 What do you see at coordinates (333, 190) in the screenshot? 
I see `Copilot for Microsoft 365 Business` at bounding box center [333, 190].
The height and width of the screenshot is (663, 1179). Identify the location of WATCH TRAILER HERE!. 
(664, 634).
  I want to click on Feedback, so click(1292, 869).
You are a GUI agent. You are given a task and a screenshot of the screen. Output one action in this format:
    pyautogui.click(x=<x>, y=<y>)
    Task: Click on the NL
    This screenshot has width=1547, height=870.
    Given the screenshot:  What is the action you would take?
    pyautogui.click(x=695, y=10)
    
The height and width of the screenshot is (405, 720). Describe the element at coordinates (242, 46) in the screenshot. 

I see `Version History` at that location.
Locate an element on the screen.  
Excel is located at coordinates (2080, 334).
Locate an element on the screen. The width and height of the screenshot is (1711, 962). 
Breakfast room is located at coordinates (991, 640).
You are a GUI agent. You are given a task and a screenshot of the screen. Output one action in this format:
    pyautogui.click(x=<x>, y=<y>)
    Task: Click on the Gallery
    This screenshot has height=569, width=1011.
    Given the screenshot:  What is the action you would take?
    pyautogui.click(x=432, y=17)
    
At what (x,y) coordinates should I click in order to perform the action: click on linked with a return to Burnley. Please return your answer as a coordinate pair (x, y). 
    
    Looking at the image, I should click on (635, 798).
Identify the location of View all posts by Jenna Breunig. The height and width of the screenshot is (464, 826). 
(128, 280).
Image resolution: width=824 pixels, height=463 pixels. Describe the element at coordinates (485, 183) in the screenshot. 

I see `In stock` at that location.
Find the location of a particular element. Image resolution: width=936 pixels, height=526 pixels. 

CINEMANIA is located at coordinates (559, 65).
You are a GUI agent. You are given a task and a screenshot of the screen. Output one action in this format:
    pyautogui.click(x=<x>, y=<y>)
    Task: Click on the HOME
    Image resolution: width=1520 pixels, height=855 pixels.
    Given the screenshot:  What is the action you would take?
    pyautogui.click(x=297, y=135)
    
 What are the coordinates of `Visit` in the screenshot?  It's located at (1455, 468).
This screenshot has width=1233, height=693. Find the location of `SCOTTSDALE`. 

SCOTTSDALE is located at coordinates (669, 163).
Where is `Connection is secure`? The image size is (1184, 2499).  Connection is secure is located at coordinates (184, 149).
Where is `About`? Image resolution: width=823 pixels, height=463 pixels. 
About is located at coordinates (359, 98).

*-*-*

> _Instructions for the task_:
Your reply must repeat the records above exactly and in full.

> _Your solution_:
 What do you see at coordinates (333, 190) in the screenshot? 
I see `Copilot for Microsoft 365 Business` at bounding box center [333, 190].
The height and width of the screenshot is (663, 1179). Identify the location of WATCH TRAILER HERE!. 
(664, 634).
  I want to click on Feedback, so click(1292, 869).
You are a GUI agent. You are given a task and a screenshot of the screen. Output one action in this format:
    pyautogui.click(x=<x>, y=<y>)
    Task: Click on the NL
    This screenshot has width=1547, height=870.
    Given the screenshot:  What is the action you would take?
    pyautogui.click(x=695, y=10)
    
The height and width of the screenshot is (405, 720). Describe the element at coordinates (242, 46) in the screenshot. 

I see `Version History` at that location.
Locate an element on the screen.  
Excel is located at coordinates (2080, 334).
Locate an element on the screen. The width and height of the screenshot is (1711, 962). 
Breakfast room is located at coordinates (991, 640).
You are a GUI agent. You are given a task and a screenshot of the screen. Output one action in this format:
    pyautogui.click(x=<x>, y=<y>)
    Task: Click on the Gallery
    This screenshot has height=569, width=1011.
    Given the screenshot:  What is the action you would take?
    pyautogui.click(x=432, y=17)
    
At what (x,y) coordinates should I click in order to perform the action: click on linked with a return to Burnley. Please return your answer as a coordinate pair (x, y). 
    
    Looking at the image, I should click on (635, 798).
Identify the location of View all posts by Jenna Breunig. The height and width of the screenshot is (464, 826). 
(128, 280).
Image resolution: width=824 pixels, height=463 pixels. Describe the element at coordinates (485, 183) in the screenshot. 

I see `In stock` at that location.
Find the location of a particular element. Image resolution: width=936 pixels, height=526 pixels. 

CINEMANIA is located at coordinates (559, 65).
You are a GUI agent. You are given a task and a screenshot of the screen. Output one action in this format:
    pyautogui.click(x=<x>, y=<y>)
    Task: Click on the HOME
    Image resolution: width=1520 pixels, height=855 pixels.
    Given the screenshot:  What is the action you would take?
    pyautogui.click(x=297, y=135)
    
 What are the coordinates of `Visit` in the screenshot?  It's located at (1455, 468).
This screenshot has width=1233, height=693. Find the location of `SCOTTSDALE`. 

SCOTTSDALE is located at coordinates (669, 163).
Where is `Connection is secure`? The image size is (1184, 2499).  Connection is secure is located at coordinates (184, 149).
Where is `About`? Image resolution: width=823 pixels, height=463 pixels. 
About is located at coordinates (359, 98).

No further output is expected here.